I locked myself in because it was late, but the door was stuck—”
“You said moments before you sought a book. Now it’s a plinth.” I narrowed my gaze at her. “Why are you lying to me?”
“I am not lying. Not about the museum. You must trust me on this, my trip back to the Ashmolean had nothing to do with what happened to Julius Harker.”
I did not believe her. Not one bit. “Reaver did not come back to Harker’s museum after the two of you left. He wasn’t there when Mr. Mueller discovered the body. Did he even return with you to the Ashmolean or is that something else you are keeping from me?”
“Why are you behaving like this?” She stared at me dumbfounded.
Her mouth opened, then snapped back shut.

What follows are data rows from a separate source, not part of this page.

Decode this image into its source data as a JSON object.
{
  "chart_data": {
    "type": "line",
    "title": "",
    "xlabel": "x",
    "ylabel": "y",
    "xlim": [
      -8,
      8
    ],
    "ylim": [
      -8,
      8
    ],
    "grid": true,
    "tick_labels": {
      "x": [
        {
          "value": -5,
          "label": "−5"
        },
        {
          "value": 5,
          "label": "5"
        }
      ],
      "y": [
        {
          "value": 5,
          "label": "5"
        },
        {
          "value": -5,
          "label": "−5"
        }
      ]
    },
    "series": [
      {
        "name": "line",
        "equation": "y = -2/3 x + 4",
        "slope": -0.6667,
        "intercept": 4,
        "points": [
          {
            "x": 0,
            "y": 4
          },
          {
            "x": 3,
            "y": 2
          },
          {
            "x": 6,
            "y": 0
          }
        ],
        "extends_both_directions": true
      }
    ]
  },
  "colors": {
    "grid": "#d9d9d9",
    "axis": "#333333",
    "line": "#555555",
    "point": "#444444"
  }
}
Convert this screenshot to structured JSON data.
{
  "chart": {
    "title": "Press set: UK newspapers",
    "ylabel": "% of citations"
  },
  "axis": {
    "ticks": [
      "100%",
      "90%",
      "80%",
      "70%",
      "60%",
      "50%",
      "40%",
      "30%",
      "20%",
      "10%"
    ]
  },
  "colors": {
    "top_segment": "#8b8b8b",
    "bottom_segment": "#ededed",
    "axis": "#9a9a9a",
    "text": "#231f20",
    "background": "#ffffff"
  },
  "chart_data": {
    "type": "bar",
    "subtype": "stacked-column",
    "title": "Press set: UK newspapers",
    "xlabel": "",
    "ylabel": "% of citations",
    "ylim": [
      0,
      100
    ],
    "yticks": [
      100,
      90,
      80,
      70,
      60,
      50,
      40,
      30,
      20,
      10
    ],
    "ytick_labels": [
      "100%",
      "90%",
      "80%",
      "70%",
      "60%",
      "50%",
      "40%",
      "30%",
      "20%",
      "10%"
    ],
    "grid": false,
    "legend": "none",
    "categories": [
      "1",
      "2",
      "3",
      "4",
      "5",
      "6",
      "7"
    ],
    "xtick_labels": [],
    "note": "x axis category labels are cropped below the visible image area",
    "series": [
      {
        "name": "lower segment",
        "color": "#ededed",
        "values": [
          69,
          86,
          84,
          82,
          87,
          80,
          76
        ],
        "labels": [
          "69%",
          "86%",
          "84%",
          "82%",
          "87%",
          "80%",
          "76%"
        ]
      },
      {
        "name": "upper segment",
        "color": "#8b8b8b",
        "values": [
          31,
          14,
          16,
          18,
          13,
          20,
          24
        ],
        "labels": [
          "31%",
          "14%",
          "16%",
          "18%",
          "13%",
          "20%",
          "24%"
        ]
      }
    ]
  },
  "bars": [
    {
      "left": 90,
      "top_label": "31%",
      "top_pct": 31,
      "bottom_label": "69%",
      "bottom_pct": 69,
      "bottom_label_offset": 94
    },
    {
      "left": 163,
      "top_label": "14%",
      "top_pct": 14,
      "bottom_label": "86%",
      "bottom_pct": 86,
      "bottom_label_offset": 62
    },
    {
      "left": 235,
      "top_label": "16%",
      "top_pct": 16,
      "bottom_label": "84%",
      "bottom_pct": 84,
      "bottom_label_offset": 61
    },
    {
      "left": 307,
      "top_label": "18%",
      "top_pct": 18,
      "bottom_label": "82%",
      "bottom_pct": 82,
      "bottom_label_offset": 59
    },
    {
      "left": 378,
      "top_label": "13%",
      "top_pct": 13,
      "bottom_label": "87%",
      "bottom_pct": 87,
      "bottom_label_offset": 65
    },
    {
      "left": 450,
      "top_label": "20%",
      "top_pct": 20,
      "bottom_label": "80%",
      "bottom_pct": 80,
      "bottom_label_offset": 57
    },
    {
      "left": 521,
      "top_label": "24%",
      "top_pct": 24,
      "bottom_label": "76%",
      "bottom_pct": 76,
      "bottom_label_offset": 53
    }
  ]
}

“Of course he came back to the Ashmolean, but I do not know where he went after. He left me in that storeroom. Had he stayed, I wouldn’t have broken my blasted nail trying to get out the jammed door. ”
I wanted to believe her—I did—but her story didn’t make sense. I softened my voice. “Darling, I promise you. He didn’t come back to Harker’s museum. Do you know where else he might have gone?”
She sank back onto the bench in disbelief, tugging her long dark hair over her shoulder, braiding it loosely in her worried hands.
“No. Professor Reaver doesn’t always entrust me with his secrets, and yes—I know what you’re thinking—he can be terribly brusque, but he’d never harm Julius. He’s not a violent man.”
Again, that low baleful howl came from farther down the lane. I shivered, wrapping my dressing gown tighter around me. “What about Mueller? What makes you certain he is innocent?”
Frustrated, she slapped her palm on the tabletop. “The man collects teakettles, Ruby! What cause would he have to harm his oldest friend?”
That was the question, was it not? I’d already ascertained that Julius Harker was persona non grata in most academic circles, and yet Leona cared for him.
Deeply. Add to that her peculiar relationship with Frederick Reaver.
The two men could not have been any more different.
One, the favorite child of the academy; the other, its black sheep, and I could not—for the life of me—understand how Leona fit into all of this.